Prior Statements & Past Selves
2015
I am a designer who puts content at the core of her work, an artist who values clarity, and a writer who uses visuals instead of words whenever possible.
Give me all the information. I will find the patterns and the context.
I like to know all the technology and forms. Which is the best to say "snow?" Describe the audience, and I'll craft a conversation, take them on a journey, answer their questions, and raise new ones in turn.
Let me weave together a tapestry of information. Text and image. Action if it's a live presentation. Navigation if it's not. Interaction either way. Sound. Touch. Smell. Words that are quick to understand and words that require reflection. Combinations of things that will come back to mind two weeks later in the shower.
What combination of these conveys not just the denotation of snow but also coolness and color and glaciers and history and potential water and the quenching of thirst? Geometry and crystals and weather and molecules. The weight of shoveling and the grime it collects towards the end of the season. How it muffles sound and transforms a landscape. City vs country snow. Dirty snow. Yellow snow. Environmental impact and civil engineering. Igloos and Inuits. The arctic and Antarctica. Snowmen and snowballs and snow angels. Snow as an immersive environment and a manipulative object. It is big and small. Geographic and time limited. It is a white circle, a star, and a symbol of winter.

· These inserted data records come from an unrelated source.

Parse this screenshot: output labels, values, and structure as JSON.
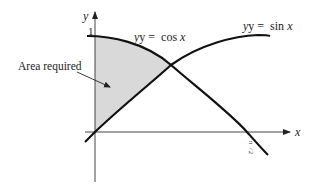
{
  "diagram": {
    "type": "area-between-curves",
    "axes": {
      "x_label": "x",
      "y_label": "y",
      "y_tick_label": "1",
      "x_tick_label_num": "π",
      "x_tick_label_den": "2"
    },
    "curves": [
      {
        "name": "cos",
        "label_prefix": "y = ",
        "label_func": "cos",
        "label_var": "x"
      },
      {
        "name": "sin",
        "label_prefix": "y = ",
        "label_func": "sin",
        "label_var": "x"
      }
    ],
    "annotation": {
      "text": "Area required"
    },
    "colors": {
      "curve": "#111111",
      "axis": "#444444",
      "shade": "#d9d9d9",
      "text": "#222222"
    }
  }
}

Now let's do that for a new router or a nonprofit or compassion.
2013
Everything is philosophy and everything is teaching.
That's the short way to describe my approach. "Everything is philosophy," because everything emerges from underlying belief systems, values, and assumptions. "Everything is teaching" because everything is communication, and communication is only achieved when someone receives and understands the information transmitted. But as any teacher will tell you, people retain information when they have some framework on which to place it. So, to achieve understanding, you need to know something about your audience. You need to understand how they think of the world and what they already know. You need to respect them. Then you can start building a structure to connect what they know with what you want them to know; you can have their attention; you can inspire.
What I love about design is taking things and making them work better. "Working better" can involve a successful conveyance of information, a successful completion of a process, or an enjoyable experience. It can be entertaining, functional, or visionary — or all three at once.
Design is conscious. Design is a chosen structure. Design is problem-solving. Design is everything we choose to make of our world.